1. User/agent requests auth challenge 2. Solves PoW (free) OR pays 1-3 sats via Lightning 3. Gets JWT token valid for API calls 4. Agent can pre-fund a Lightning wallet for autonomous payments

Demo: https://docs.liveauth.app/demo.html Landing page: https://liveauth.app

Built with .NET 8, Angular, LND node. Open source coming soon.

Questions? AMA.

1 comments

The JWT + MCP integration is the real insight here. Most agent auth systems treat payments and identity as separate concerns, but tying both to a single token means you can express fine-grained capabilities directly in claims—rate limits, spend caps, request signatures—without a separate policy layer. POW for humans is clever UX (no friction), but the Lightning side only works if settlement is subsecond; any latency on verification becomes a denial vector at scale.
You're spot on about tying identity + payments to a single token. We started with separate concerns but realized it added complexity. One JWT with claims for rate_limit, sats_balance, max_sats_per_call keeps the policy layer simple.

On settlement latency: good catch.

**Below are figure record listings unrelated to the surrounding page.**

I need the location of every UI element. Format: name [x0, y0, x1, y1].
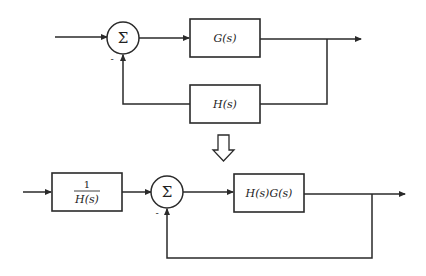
equivalent-unity-feedback-system: 1 H(s) Σ - H(s)G(s): [23, 173, 405, 258]
prefilter-denominator: H(s): [74, 193, 99, 206]
prefilter-numerator: 1: [84, 179, 90, 190]
feedback-return-line: [123, 55, 190, 104]
block-diagram: Σ - G(s) H(s) 1 H(s): [0, 0, 426, 276]
down-arrow-icon: [213, 135, 234, 161]
forward-block-label: G(s): [213, 32, 236, 45]
feedback-block-h: H(s): [190, 85, 260, 123]
summing-junction-bottom: Σ: [151, 176, 183, 208]
original-system: Σ - G(s) H(s): [55, 19, 361, 123]
sigma-symbol: Σ: [118, 29, 129, 47]
sigma-symbol-bottom: Σ: [162, 183, 173, 201]
prefilter-block: 1 H(s): [52, 173, 122, 211]
summing-junction-top: Σ: [107, 22, 139, 54]
feedback-takeoff-line: [260, 39, 327, 104]
forward-block-hg-label: H(s)G(s): [245, 187, 293, 200]
feedback-sign-bottom: -: [155, 208, 158, 218]
forward-block-hg: H(s)G(s): [234, 174, 304, 212]
feedback-sign-top: -: [110, 54, 113, 64]
feedback-block-label: H(s): [212, 98, 237, 111]
forward-block-g: G(s): [190, 19, 260, 57]
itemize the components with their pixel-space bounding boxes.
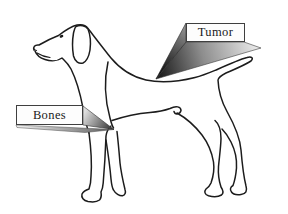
tumor-label: Tumor <box>198 26 234 39</box>
bones-label: Bones <box>33 109 66 122</box>
dog-belly-hind-leg <box>112 107 223 197</box>
tumor-label-box: Tumor <box>186 23 245 42</box>
dog-front-far-leg <box>106 132 125 196</box>
dog-shoulder-line <box>106 62 114 128</box>
dog-ear <box>73 26 91 64</box>
dog-front-near-leg <box>82 126 111 202</box>
bones-label-box: Bones <box>16 105 83 125</box>
diagram: Tumor Bones <box>0 0 288 214</box>
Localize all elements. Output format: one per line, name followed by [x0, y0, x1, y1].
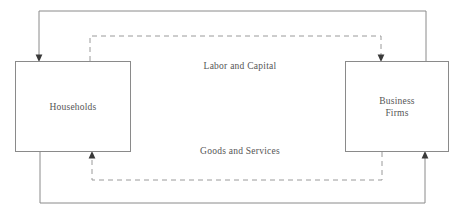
arrowhead-up-into-business-firms [422, 151, 429, 159]
circular-flow-diagram: Households Business Firms Labor and Capi… [0, 0, 464, 217]
node-business-firms-label: Business Firms [379, 95, 414, 119]
node-households-label: Households [50, 101, 97, 113]
connector-payment-to-business-firms [40, 151, 428, 203]
solid-top-path [39, 11, 426, 61]
solid-bottom-path [40, 152, 425, 203]
arrowhead-up-into-households [89, 151, 96, 159]
connector-labor-and-capital [90, 36, 384, 62]
flow-label-goods-and-services: Goods and Services [150, 146, 330, 156]
node-business-firms[interactable]: Business Firms [345, 61, 449, 152]
flow-label-labor-and-capital: Labor and Capital [150, 61, 330, 71]
dashed-top-path [90, 36, 381, 61]
node-households[interactable]: Households [15, 61, 131, 152]
dashed-bottom-path [92, 152, 382, 180]
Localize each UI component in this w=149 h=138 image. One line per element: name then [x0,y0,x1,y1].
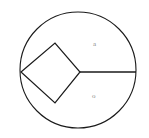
label-o: o [92,93,96,100]
geometry-figure [0,0,149,138]
figure-background [0,0,149,138]
label-a: a [93,41,96,48]
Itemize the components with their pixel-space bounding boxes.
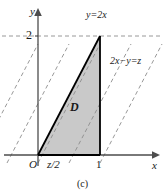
- origin-label: O: [29, 159, 37, 170]
- annotation-hypotenuse-equation: y=2x: [86, 10, 107, 20]
- y-axis-label: y: [30, 6, 35, 17]
- region-label-D: D: [70, 101, 79, 113]
- y-axis-arrow-icon: [34, 8, 42, 16]
- x-tick-label-z-over-2: z/2: [47, 159, 60, 170]
- y-tick-label-2: 2: [26, 29, 32, 41]
- x-axis-label: x: [152, 160, 157, 171]
- annotation-level-line-equation: 2x−y=z: [110, 56, 141, 66]
- x-axis-arrow-icon: [152, 151, 160, 159]
- level-line-1: [0, 44, 38, 163]
- figure-caption: (c): [0, 179, 165, 189]
- plot-canvas: [0, 0, 165, 196]
- x-tick-label-1: 1: [96, 159, 102, 170]
- figure-panel: y x 2 O z/2 1 D y=2x 2x−y=z (c): [0, 0, 165, 196]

Current flow is:

1. Agent pre-funds a channel/wallet 2. We validate payment via HTLC webhook from LND (push, not pull) 3. If the agent has pre-paid credits, we check balance first (near-zero latency) 4. For new payments, we're targeting <500ms with our own LND node

The real question is: for most agent use cases, do you need real-time per-request settlement? We're exploring a credit system where agents top up 100k sats, then each verification is just a balance check until they run low. Only the top-up needs on-chain latency.

Would love your thoughts on whether that works for agent-to-agent scenarios where trust is low.